‘Gaman’ is a Japanese word that cannot be adequately translated into English. Instead, Director Ailin Conant unravels its meaning through a play that is drenched in metaphors. Fish are central figures in this allegorical exposition, whether they be earth-bound, tank-starved, market-bought, free-swimming or fictionalised fantasies. Words themselves become self-referential, as Dipika Guha’s script carefully builds its own self-contained mode of expression, weaving together a rich individualistic texture of Japanese-American vocabulary.
We follow the life of Tomomi, a Japanese girl who voyages to America in the years prior to the Hiroshima bombing. She is drifting to a country, and a future self, that resist her arrival. Her narrative passage accords with the mythical Koi fish, who swim tirelessly against the current in order to achieve a beautiful moment of metamorphosis.
Tomoko Komura plays young Tomomi, exposing her duplicity with beautiful subtlety. She embeds moments of self-conscious introspection into the performance, both freeing and feeding our imagination. She allows us only the occasional glimpse of the poignant tumult that persists below Tomomi’s serene façade. This idea is central to “gaman”, which is achieved through the compression of personal suffering to a dark and undetectable corner, using patience, perseverance, self-denial and tolerance. You-Ri Yamanaka melds into the protagonist when Tomomi grows up; she succeeds in bringing out the beauty of her character’s intense stoicism, revealing the diamonds that finally emerge after carbon has been sufficiently pressurised.
The play’s spatial dimensions are intricately composed by set designer Helen Croyston, who uses three iridescent curtains to softly define the parameters of the on-stage action. The opacity of the curtains, combined with the mellow hues of the walls and the light, gives the space a feeling of fluidity. This encourages multiple ways of seeing the tale, as well as a constant re-contextualisation of the objects that tell it. It’s a bit like the thrill imbued by a magical Chinese Box, that just keeps on giving. A quintessentially Japanese table acts as the fishmonger’s stall, the marital dining table, the fish tank, and ultimately Tomomi’s hospital bed. People as well as objects multiply: five actors inhabit an incredible thirteen personas. And each part is so convincing and distinctive that I only realised when a modest group of five emerged for the curtain call.
This diversity of both functionality and personality is very relevant to Tomomi’s version of selfhood. Her own intersectional history is continually responding to prescribed ways of acting, in terms of racial pressure, sexual orientation, ageing, and gender norms. The Art of Gaman is an under-stated work of art. It is sculpted in a way that allows form and meaning to act in harmonious reflection.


Task instructions: Only an exact repetition of the lines from the one holding "Read all visible content and emit it as JSON." to the end of the data is wanted, with pictures left out.

Available data:
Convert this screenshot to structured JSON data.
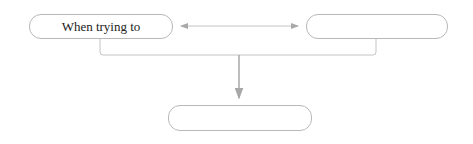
{
  "diagram": {
    "nodes": [
      {
        "id": "left",
        "label": "When trying to"
      },
      {
        "id": "right",
        "label": ""
      },
      {
        "id": "bottom",
        "label": ""
      }
    ],
    "edges": [
      {
        "from": "left",
        "to": "right",
        "type": "bidirectional-arrow"
      },
      {
        "from": "left+right",
        "to": "bottom",
        "type": "merge-arrow"
      }
    ],
    "colors": {
      "line": "#b8b8b8",
      "arrow": "#a8a8a8",
      "text": "#222222"
    }
  }
}
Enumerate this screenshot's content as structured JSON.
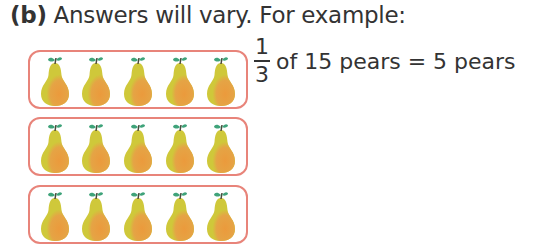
{
  "heading": {
    "label": "(b)",
    "text": " Answers will vary. For example:"
  },
  "equation": {
    "numerator": "1",
    "denominator": "3",
    "text": "of 15 pears = 5 pears"
  },
  "groups": [
    {
      "count": 5,
      "item": "pear"
    },
    {
      "count": 5,
      "item": "pear"
    },
    {
      "count": 5,
      "item": "pear"
    }
  ],
  "colors": {
    "group_border": "#e8847a",
    "pear_body": "#d4c93a",
    "pear_blush": "#eb9a3c",
    "leaf": "#3fa37a",
    "stem": "#4a4a3a",
    "text": "#333333"
  }
}
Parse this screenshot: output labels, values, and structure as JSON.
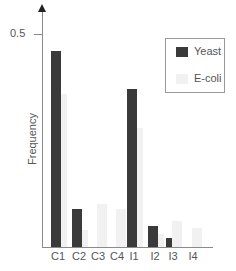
{
  "chart_data": {
    "type": "bar",
    "title": "",
    "xlabel": "",
    "ylabel": "Frequency",
    "ylim": [
      0,
      0.55
    ],
    "yticks": [
      0.5
    ],
    "ytick_labels": [
      "0.5"
    ],
    "grid": false,
    "legend_position": "upper right",
    "categories": [
      "C1",
      "C2",
      "C3",
      "C4",
      "I1",
      "I2",
      "I3",
      "I4"
    ],
    "series": [
      {
        "name": "Yeast",
        "color": "#3a3a3a",
        "values": [
          0.46,
          0.09,
          0.0,
          0.0,
          0.37,
          0.05,
          0.02,
          0.0
        ]
      },
      {
        "name": "E-coli",
        "color": "#f1f1f1",
        "values": [
          0.36,
          0.04,
          0.1,
          0.09,
          0.28,
          0.03,
          0.06,
          0.045
        ]
      }
    ]
  },
  "axis": {
    "ylabel": "Frequency",
    "tick_label": "0.5"
  },
  "legend": {
    "items": [
      {
        "label": "Yeast",
        "color": "#3a3a3a"
      },
      {
        "label": "E-coli",
        "color": "#f1f1f1"
      }
    ]
  }
}
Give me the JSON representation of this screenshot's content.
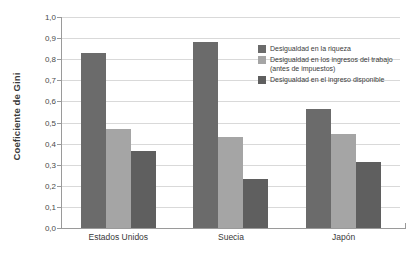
{
  "chart_data": {
    "type": "bar",
    "title": "",
    "xlabel": "",
    "ylabel": "Coeficiente de Gini",
    "ylim": [
      0.0,
      1.0
    ],
    "grid": true,
    "legend_position": "top-right",
    "categories": [
      "Estados Unidos",
      "Suecia",
      "Japón"
    ],
    "ytick_labels": [
      "1,0",
      "0,9",
      "0,8",
      "0,7",
      "0,6",
      "0,5",
      "0,4",
      "0,3",
      "0,2",
      "0,1",
      "0,0"
    ],
    "ytick_values": [
      1.0,
      0.9,
      0.8,
      0.7,
      0.6,
      0.5,
      0.4,
      0.3,
      0.2,
      0.1,
      0.0
    ],
    "series": [
      {
        "name": "Desigualdad en la riqueza",
        "color": "#6b6b6b",
        "values": [
          0.83,
          0.88,
          0.565
        ]
      },
      {
        "name": "Desigualdad en los ingresos del trabajo (antes de impuestos)",
        "color": "#a5a5a5",
        "values": [
          0.47,
          0.43,
          0.445
        ]
      },
      {
        "name": "Desigualdad en el ingreso disponible",
        "color": "#5f5f5f",
        "values": [
          0.365,
          0.23,
          0.315
        ]
      }
    ]
  },
  "axis": {
    "y_title": "Coeficiente de Gini"
  },
  "legend": {
    "items": [
      {
        "label": "Desigualdad en la riqueza",
        "color": "#6b6b6b"
      },
      {
        "label": "Desigualdad en los ingresos del trabajo (antes de impuestos)",
        "color": "#a5a5a5"
      },
      {
        "label": "Desigualdad en el ingreso disponible",
        "color": "#5f5f5f"
      }
    ]
  },
  "colors": {
    "background": "#ffffff",
    "gridline": "#d9d9d9",
    "axis": "#9a9a9a",
    "text": "#3a3a3a"
  }
}
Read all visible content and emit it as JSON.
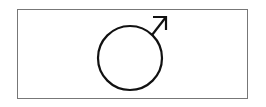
{
  "symbol": {
    "name": "male-symbol",
    "stroke_color": "#111111",
    "frame_color": "#777777"
  }
}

Task response:
Read all visible content and emit it as JSON.
{
  "symbol": {
    "name": "male-symbol",
    "stroke_color": "#111111",
    "frame_color": "#777777"
  }
}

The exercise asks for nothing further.